Adultery and Literature in China

In book Bound Feet and Western Dress, the author Pang-Mei Natasha Chang is told by her great aunt, "You always ask me if I loved Hsu Chih-mo [her unfaithful husband], and you know I can't answer this. It confuses me, this question, because everyone always tells me that I did so much for Hsu Chih-mo, I must have loved him. In my entire life, I have never said to anyone, 'I love you.' If caring for Hsu Chih-mo and his family was love, then maybe I loved him. Out of all the women in his life, I loved him the most."
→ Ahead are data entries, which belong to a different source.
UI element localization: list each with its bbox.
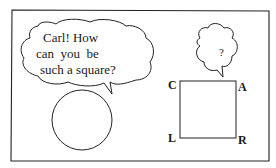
label-c: C [168, 78, 177, 92]
cartoon-panel: Carl! How can you be such a square? ? C … [0, 0, 276, 168]
label-a: A [238, 80, 247, 94]
thought-bubble [197, 24, 238, 78]
thought-question-mark: ? [219, 46, 224, 58]
label-l: L [168, 131, 176, 145]
circle-character [52, 90, 112, 150]
speech-line-1: Carl! How [43, 30, 99, 45]
speech-line-2: can you be [36, 46, 99, 61]
speech-line-3: such a square? [40, 62, 116, 77]
label-r: R [238, 133, 247, 147]
square-character [180, 81, 236, 138]
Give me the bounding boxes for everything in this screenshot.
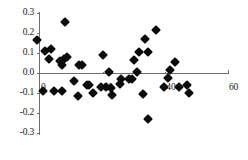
data-point bbox=[98, 50, 108, 60]
y-tick-mark bbox=[37, 53, 40, 54]
data-point bbox=[140, 34, 150, 44]
data-point bbox=[60, 17, 70, 27]
y-tick-label: -0.1 bbox=[2, 87, 34, 97]
y-tick-mark bbox=[37, 33, 40, 34]
data-point bbox=[138, 89, 148, 99]
y-tick-label: 0.1 bbox=[2, 47, 34, 57]
data-point bbox=[143, 114, 153, 124]
scatter-plot-figure: -0.3-0.2-0.10.00.10.20.3 0204060 bbox=[0, 0, 248, 160]
data-point bbox=[88, 88, 98, 98]
data-point bbox=[151, 25, 161, 35]
data-point bbox=[107, 90, 117, 100]
data-point bbox=[129, 55, 139, 65]
data-point bbox=[70, 76, 80, 86]
y-tick-label: 0.0 bbox=[2, 67, 34, 77]
data-point bbox=[170, 57, 180, 67]
y-tick-label: 0.3 bbox=[2, 7, 34, 17]
data-point bbox=[143, 47, 153, 57]
data-point bbox=[73, 91, 83, 101]
y-tick-label: -0.2 bbox=[2, 107, 34, 117]
y-tick-label: 0.2 bbox=[2, 27, 34, 37]
data-point bbox=[184, 88, 194, 98]
data-point bbox=[57, 86, 67, 96]
x-tick-label: 60 bbox=[229, 82, 238, 92]
x-axis-end-cap bbox=[228, 70, 229, 74]
y-tick-mark bbox=[37, 73, 40, 74]
y-tick-mark bbox=[37, 133, 40, 134]
plot-area: -0.3-0.2-0.10.00.10.20.3 0204060 bbox=[0, 0, 248, 160]
y-tick-mark bbox=[37, 113, 40, 114]
data-point bbox=[44, 54, 54, 64]
data-point bbox=[104, 67, 114, 77]
y-tick-label: -0.3 bbox=[2, 127, 34, 137]
y-tick-mark bbox=[37, 13, 40, 14]
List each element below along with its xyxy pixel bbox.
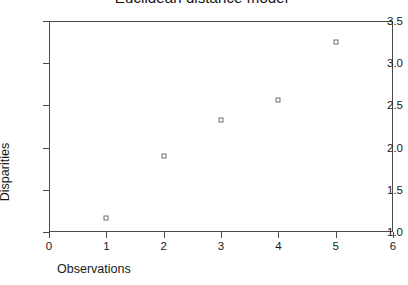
x-tick-label: 1 (91, 240, 121, 252)
x-axis-title: Observations (57, 262, 131, 276)
chart-title: Euclidean distance model (0, 0, 403, 6)
x-tick-mark (106, 232, 107, 238)
data-point-marker (161, 154, 166, 159)
x-tick-mark (393, 232, 394, 238)
data-point-marker (104, 215, 109, 220)
x-tick-label: 4 (263, 240, 293, 252)
x-tick-label: 3 (206, 240, 236, 252)
x-tick-mark (164, 232, 165, 238)
x-tick-label: 0 (34, 240, 64, 252)
x-tick-label: 5 (321, 240, 351, 252)
x-tick-label: 2 (149, 240, 179, 252)
data-point-marker (333, 40, 338, 45)
y-axis-title: Disparities (0, 140, 12, 204)
plot-area (49, 21, 393, 232)
x-tick-mark (49, 232, 50, 238)
x-tick-mark (221, 232, 222, 238)
data-point-marker (219, 117, 224, 122)
x-tick-label: 6 (378, 240, 408, 252)
x-tick-mark (336, 232, 337, 238)
data-point-marker (276, 98, 281, 103)
x-tick-mark (278, 232, 279, 238)
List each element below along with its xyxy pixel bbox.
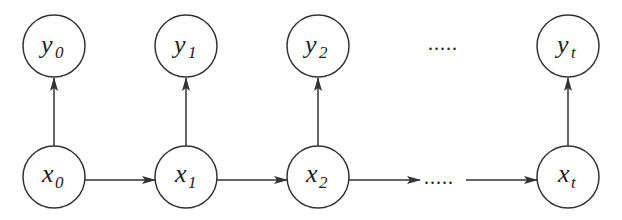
node-xt-base: x (557, 159, 570, 188)
node-y1: y 1 (155, 15, 217, 77)
node-y2-sub: 2 (319, 43, 328, 62)
node-y2-base: y (302, 30, 317, 59)
node-y0: y 0 (23, 15, 85, 77)
node-y1-base: y (171, 30, 186, 59)
node-x2-sub: 2 (319, 173, 328, 192)
node-y1-sub: 1 (188, 43, 197, 62)
node-y0-base: y (38, 30, 53, 59)
top-ellipsis: ..... (428, 32, 458, 54)
node-x2: x 2 (287, 146, 349, 208)
node-x1-sub: 1 (188, 173, 197, 192)
node-x1-base: x (174, 159, 187, 188)
node-x0-sub: 0 (55, 173, 64, 192)
node-x0: x 0 (23, 146, 85, 208)
node-yt-base: y (554, 30, 569, 59)
node-y2: y 2 (287, 15, 349, 77)
node-yt: y t (537, 15, 599, 77)
node-xt: x t (537, 146, 599, 208)
node-y0-sub: 0 (55, 43, 64, 62)
hmm-diagram: y 0 y 1 y 2 ..... y t x 0 x 1 x 2 ..... … (0, 0, 622, 220)
node-x0-base: x (41, 159, 54, 188)
node-x1: x 1 (155, 146, 217, 208)
bottom-ellipsis: ..... (424, 166, 454, 188)
node-x2-base: x (305, 159, 318, 188)
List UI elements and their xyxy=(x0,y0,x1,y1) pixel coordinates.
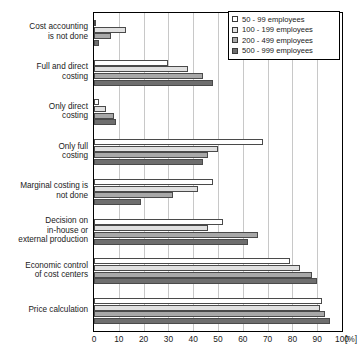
bar xyxy=(94,265,300,271)
category-label: Only directcosting xyxy=(0,102,88,121)
category-label-line: Full and direct xyxy=(0,62,88,72)
category-label-line: costing xyxy=(0,111,88,121)
chart-legend: 50 - 99 employees100 - 199 employees200 … xyxy=(228,11,340,60)
bar xyxy=(94,305,320,311)
legend-item: 200 - 499 employees xyxy=(232,35,336,46)
category-label-line: is not done xyxy=(0,32,88,42)
legend-label: 200 - 499 employees xyxy=(242,36,313,45)
legend-label: 50 - 99 employees xyxy=(242,15,304,24)
x-tick-label: 40 xyxy=(189,334,198,344)
category-label-line: Marginal costing is xyxy=(0,181,88,191)
x-tick-label: 90 xyxy=(313,334,322,344)
category-label-line: Price calculation xyxy=(0,305,88,315)
legend-item: 50 - 99 employees xyxy=(232,14,336,25)
category-label-line: of cost centers xyxy=(0,270,88,280)
legend-swatch-icon xyxy=(232,37,238,43)
category-label-line: Cost accounting xyxy=(0,22,88,32)
category-label: Only fullcosting xyxy=(0,142,88,161)
bar xyxy=(94,232,258,238)
plot-area xyxy=(93,12,343,332)
category-label: Economic controlof cost centers xyxy=(0,261,88,280)
category-label-line: Only direct xyxy=(0,102,88,112)
category-label-line: external production xyxy=(0,235,88,245)
x-tick-label: 30 xyxy=(164,334,173,344)
bar-group xyxy=(94,172,342,212)
x-tick-label: 0 xyxy=(92,334,97,344)
bar xyxy=(94,139,263,145)
bar-group xyxy=(94,132,342,172)
bar xyxy=(94,40,99,46)
bar xyxy=(94,20,96,26)
bar-group xyxy=(94,93,342,133)
category-label: Cost accountingis not done xyxy=(0,22,88,41)
category-label: Full and directcosting xyxy=(0,62,88,81)
plot-inner xyxy=(94,13,342,331)
category-label-line: in-house or xyxy=(0,226,88,236)
bar xyxy=(94,60,168,66)
x-tick-label: 70 xyxy=(263,334,272,344)
bar xyxy=(94,272,312,278)
bar xyxy=(94,159,203,165)
bar xyxy=(94,239,248,245)
legend-swatch-icon xyxy=(232,48,238,54)
bar xyxy=(94,179,213,185)
bar xyxy=(94,66,188,72)
bar xyxy=(94,219,223,225)
x-tick-label: 50 xyxy=(213,334,222,344)
bar xyxy=(94,186,198,192)
bar xyxy=(94,113,114,119)
x-axis-tick-labels: 0102030405060708090100 xyxy=(93,334,343,348)
bar xyxy=(94,225,208,231)
legend-item: 100 - 199 employees xyxy=(232,25,336,36)
category-label-line: not done xyxy=(0,191,88,201)
category-label: Decision onin-house orexternal productio… xyxy=(0,216,88,245)
legend-swatch-icon xyxy=(232,16,238,22)
legend-item: 500 - 999 employees xyxy=(232,46,336,57)
legend-swatch-icon xyxy=(232,27,238,33)
bar xyxy=(94,80,213,86)
category-label-line: Only full xyxy=(0,142,88,152)
x-tick-label: 60 xyxy=(238,334,247,344)
bar xyxy=(94,192,173,198)
x-axis-unit-label: [%] xyxy=(345,334,357,344)
category-label: Marginal costing isnot done xyxy=(0,181,88,200)
bar-group xyxy=(94,212,342,252)
legend-label: 100 - 199 employees xyxy=(242,25,313,34)
bar xyxy=(94,258,290,264)
bar xyxy=(94,311,325,317)
category-label-line: costing xyxy=(0,72,88,82)
category-label: Price calculation xyxy=(0,305,88,315)
bar xyxy=(94,27,126,33)
bar xyxy=(94,73,203,79)
bar xyxy=(94,99,99,105)
legend-label: 500 - 999 employees xyxy=(242,46,313,55)
x-tick-label: 20 xyxy=(139,334,148,344)
bar xyxy=(94,298,322,304)
category-axis-labels: Cost accountingis not doneFull and direc… xyxy=(0,12,88,332)
bar xyxy=(94,278,317,284)
bar xyxy=(94,119,116,125)
bar xyxy=(94,33,111,39)
bar-group xyxy=(94,252,342,292)
bar xyxy=(94,106,106,112)
x-tick-label: 10 xyxy=(114,334,123,344)
category-label-line: Economic control xyxy=(0,261,88,271)
bar xyxy=(94,199,141,205)
bar-chart: Cost accountingis not doneFull and direc… xyxy=(0,0,364,361)
bar xyxy=(94,152,208,158)
bar-group xyxy=(94,291,342,331)
x-tick-label: 80 xyxy=(288,334,297,344)
category-label-line: Decision on xyxy=(0,216,88,226)
bar xyxy=(94,318,330,324)
category-label-line: costing xyxy=(0,151,88,161)
bar xyxy=(94,146,218,152)
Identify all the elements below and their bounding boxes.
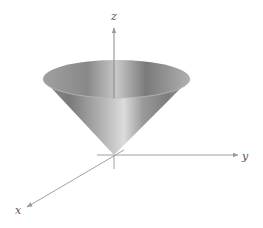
x-axis-label: x (15, 204, 22, 217)
cone-diagram: z y x (0, 0, 263, 228)
x-axis (27, 150, 124, 207)
z-axis-label: z (110, 10, 117, 23)
y-axis-label: y (241, 150, 249, 163)
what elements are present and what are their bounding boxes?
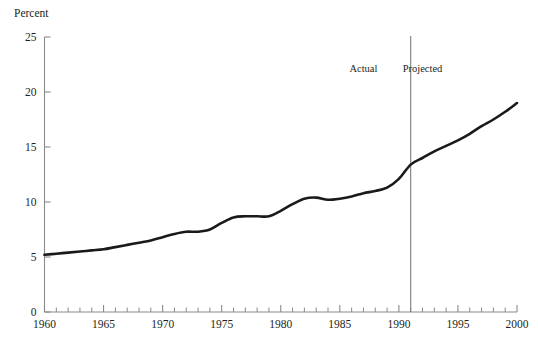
y-tick-label-0: 0 — [31, 306, 37, 318]
y-tick-label-15: 15 — [25, 141, 37, 153]
y-tick-label-5: 5 — [31, 251, 37, 263]
x-tick-label-2000: 2000 — [506, 318, 529, 330]
y-tick-label-25: 25 — [25, 31, 37, 43]
y-tick-label-20: 20 — [25, 86, 37, 98]
y-tick-label-10: 10 — [25, 196, 37, 208]
projected-label: Projected — [403, 63, 443, 74]
line-chart: Percent051015202519601965197019751980198… — [0, 0, 538, 347]
data-line-percent — [45, 103, 518, 255]
x-tick-label-1995: 1995 — [446, 318, 469, 330]
x-tick-label-1960: 1960 — [33, 318, 56, 330]
x-tick-label-1965: 1965 — [92, 318, 115, 330]
y-axis-title: Percent — [14, 7, 49, 19]
x-tick-label-1990: 1990 — [387, 318, 410, 330]
x-tick-label-1975: 1975 — [210, 318, 233, 330]
actual-label: Actual — [349, 63, 377, 74]
chart-container: Percent051015202519601965197019751980198… — [0, 0, 538, 347]
x-tick-label-1980: 1980 — [269, 318, 292, 330]
x-tick-label-1985: 1985 — [328, 318, 351, 330]
x-tick-label-1970: 1970 — [151, 318, 174, 330]
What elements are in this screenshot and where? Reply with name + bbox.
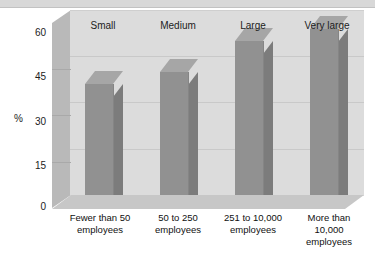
top-border-band-edge — [0, 7, 375, 8]
floor-3d — [52, 195, 364, 209]
y-tick-label-30: 30 — [20, 117, 46, 127]
category-axis-label-more-than-10000-line3: employees — [281, 236, 375, 248]
category-top-label-small: Small — [68, 20, 138, 32]
y-tick-label-15: 15 — [20, 161, 46, 171]
bar-small-front-face — [85, 84, 114, 195]
bar-small-side-face — [113, 84, 123, 195]
y-tick-label-60: 60 — [20, 28, 46, 38]
category-axis-label-more-than-10000-line1: More than — [281, 212, 375, 224]
gridstub-15 — [52, 149, 71, 163]
category-top-label-very-large: Very large — [288, 20, 366, 32]
category-top-label-large: Large — [218, 20, 288, 32]
bar-very-large-side-face — [338, 29, 348, 195]
bar-medium-front-face — [160, 72, 189, 195]
bar-large-front-face — [235, 41, 264, 195]
y-axis-label: % — [14, 113, 23, 124]
category-axis-label-more-than-10000: More than 10,000 employees — [281, 212, 375, 248]
bar-very-large-front-face — [310, 29, 339, 195]
category-top-label-medium: Medium — [140, 20, 216, 32]
category-axis-label-more-than-10000-line2: 10,000 — [281, 224, 375, 236]
top-border-band — [0, 0, 375, 7]
plot-area — [52, 10, 364, 210]
bar-large-side-face — [263, 41, 273, 195]
y-tick-label-0: 0 — [20, 202, 46, 212]
gridstub-30 — [52, 102, 71, 116]
gridstub-45 — [52, 56, 71, 70]
chart-figure: 60 45 30 15 0 % — [0, 0, 375, 254]
bar-medium-side-face — [188, 72, 198, 195]
y-tick-label-45: 45 — [20, 72, 46, 82]
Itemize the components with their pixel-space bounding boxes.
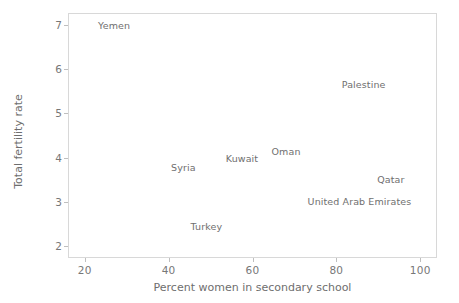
x-axis-title: Percent women in secondary school (68, 281, 437, 294)
y-tick-mark (64, 25, 68, 26)
x-tick-mark (85, 258, 86, 262)
data-point-label: Oman (272, 145, 301, 156)
x-tick-mark (420, 258, 421, 262)
x-tick-label: 60 (246, 264, 260, 276)
data-point-label: Yemen (98, 20, 130, 31)
y-axis-title: Total fertility rate (12, 82, 25, 202)
x-tick-label: 20 (78, 264, 92, 276)
y-tick-mark (64, 202, 68, 203)
data-point-label: Turkey (191, 221, 223, 232)
plot-area (68, 13, 437, 258)
y-tick-label: 7 (50, 19, 62, 31)
y-tick-mark (64, 113, 68, 114)
x-tick-mark (336, 258, 337, 262)
data-point-label: Palestine (342, 79, 386, 90)
y-tick-label: 2 (50, 240, 62, 252)
x-tick-mark (253, 258, 254, 262)
y-tick-mark (64, 69, 68, 70)
y-tick-mark (64, 158, 68, 159)
scatter-chart: 20406080100 234567 YemenPalestineOmanKuw… (0, 0, 459, 303)
y-tick-label: 5 (50, 107, 62, 119)
x-tick-label: 80 (329, 264, 343, 276)
x-tick-label: 100 (410, 264, 431, 276)
y-tick-mark (64, 246, 68, 247)
data-point-label: Kuwait (226, 152, 258, 163)
data-point-label: Qatar (377, 174, 404, 185)
y-tick-label: 3 (50, 196, 62, 208)
x-tick-mark (169, 258, 170, 262)
data-point-label: Syria (171, 162, 196, 173)
y-tick-label: 4 (50, 152, 62, 164)
x-tick-label: 40 (162, 264, 176, 276)
data-point-label: United Arab Emirates (308, 195, 412, 206)
y-tick-label: 6 (50, 63, 62, 75)
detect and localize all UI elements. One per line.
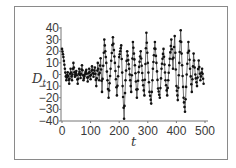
data-point — [64, 67, 67, 70]
data-point — [176, 90, 179, 93]
data-point — [145, 31, 148, 34]
data-point — [133, 58, 136, 61]
data-point — [162, 48, 165, 51]
data-point — [126, 54, 129, 57]
data-point — [199, 79, 202, 82]
data-point — [157, 90, 160, 93]
data-point — [108, 82, 111, 85]
data-point — [89, 78, 92, 81]
data-point — [167, 72, 170, 75]
data-point — [156, 70, 159, 73]
data-point — [71, 79, 74, 82]
data-point — [195, 81, 198, 84]
data-point — [152, 61, 155, 64]
data-point — [109, 67, 112, 70]
data-point — [196, 85, 199, 88]
data-point — [99, 57, 102, 60]
data-point — [178, 74, 181, 77]
x-tick-label: 500 — [195, 124, 215, 138]
time-series-chart: 403020100−10−20−30−40 0100200300400500 D… — [0, 0, 236, 168]
data-point — [118, 56, 121, 59]
data-point — [65, 79, 68, 82]
data-point — [119, 50, 122, 53]
data-point — [98, 79, 101, 82]
data-point — [152, 67, 155, 70]
data-point — [148, 81, 151, 84]
data-point — [176, 94, 179, 97]
data-point — [168, 64, 171, 67]
data-point — [139, 50, 142, 53]
data-point — [115, 78, 118, 81]
data-point — [73, 66, 76, 69]
data-point — [141, 72, 144, 75]
data-point — [173, 46, 176, 49]
data-point — [72, 62, 75, 65]
data-point — [145, 47, 148, 50]
data-point — [146, 52, 149, 55]
y-tick-label: −40 — [39, 114, 60, 128]
data-point — [201, 72, 204, 75]
data-point — [92, 76, 95, 79]
data-point — [169, 51, 172, 54]
data-point — [136, 97, 139, 100]
data-point — [123, 105, 126, 108]
data-point — [166, 94, 169, 97]
x-tick-label: 200 — [109, 124, 129, 138]
data-point — [118, 53, 121, 56]
data-point — [134, 72, 137, 75]
data-point — [183, 106, 186, 109]
data-point — [154, 48, 157, 51]
data-point — [147, 62, 150, 65]
data-point — [169, 58, 172, 61]
data-point — [61, 48, 64, 51]
data-point — [121, 85, 124, 88]
data-point — [122, 96, 125, 99]
y-axis-label: Dt — [31, 71, 46, 88]
data-point — [127, 63, 130, 66]
data-point — [194, 73, 197, 76]
data-point — [127, 59, 130, 62]
data-point — [130, 91, 133, 94]
data-point — [182, 86, 185, 89]
data-point — [144, 78, 147, 81]
data-point — [120, 58, 123, 61]
data-point — [111, 52, 114, 55]
data-point — [117, 65, 120, 68]
x-axis-label: t — [131, 134, 137, 149]
data-point — [99, 64, 102, 67]
data-point — [186, 62, 189, 65]
data-point — [101, 78, 104, 81]
data-point — [64, 71, 67, 74]
data-point — [170, 45, 173, 48]
data-point — [144, 63, 147, 66]
data-point — [181, 75, 184, 78]
data-point — [94, 72, 97, 75]
data-point — [142, 84, 145, 87]
data-point — [193, 66, 196, 69]
data-point — [189, 75, 192, 78]
data-point — [202, 83, 205, 86]
data-point — [165, 89, 168, 92]
data-point — [137, 79, 140, 82]
data-series — [61, 29, 205, 120]
data-point — [190, 83, 193, 86]
data-point — [161, 62, 164, 65]
data-point — [104, 50, 107, 53]
data-point — [188, 50, 191, 53]
data-point — [166, 87, 169, 90]
data-point — [177, 99, 180, 102]
data-point — [121, 71, 124, 74]
data-point — [156, 79, 159, 82]
data-point — [62, 56, 65, 59]
data-point — [188, 59, 191, 62]
data-point — [108, 89, 111, 92]
data-point — [129, 79, 132, 82]
data-point — [129, 85, 132, 88]
data-point — [69, 67, 72, 70]
data-point — [159, 87, 162, 90]
data-point — [198, 66, 201, 69]
x-tick-label: 400 — [166, 124, 186, 138]
data-point — [148, 91, 151, 94]
data-point — [107, 97, 110, 100]
data-point — [180, 52, 183, 55]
One of the most popular American books in China was The Bridges of Madison County, a story by Robert James Waller about a married Iowa woman who has an affair with a National Geographic photographer. It sold over 500,000 copies. One Chinese told Newsweek a "Bridges" affair is "the biggest fantasy with middle-aged, middle-class Chinese women." Some 1.29 million tickets for the movie of book were sold on the first weekend of its release.

Concubines in China


Concubine Yang miniseries
A concubine is a mistress, traditionally of a rich and powerful man. Concubinage has a long history and was common through the early 20th century. Emperors and warlords often had numerous concubines as well as wives. Their successors were often not the first son from their first wife but sometimes their most able son from a concubine. Wives sometimes even gave their husband's concubines, a practice referred to as "going to eat vinegar."

In Imperial times, concubines were symbols of status and wealth to the men that possessed them. Their own status was less than that of a wife and their children legally belonged to their master's wife not themselves. Because only the wealthiest men could afford them, concubines weren’t expected to do much work. As a rule concubinage was more the custom than multiple wives.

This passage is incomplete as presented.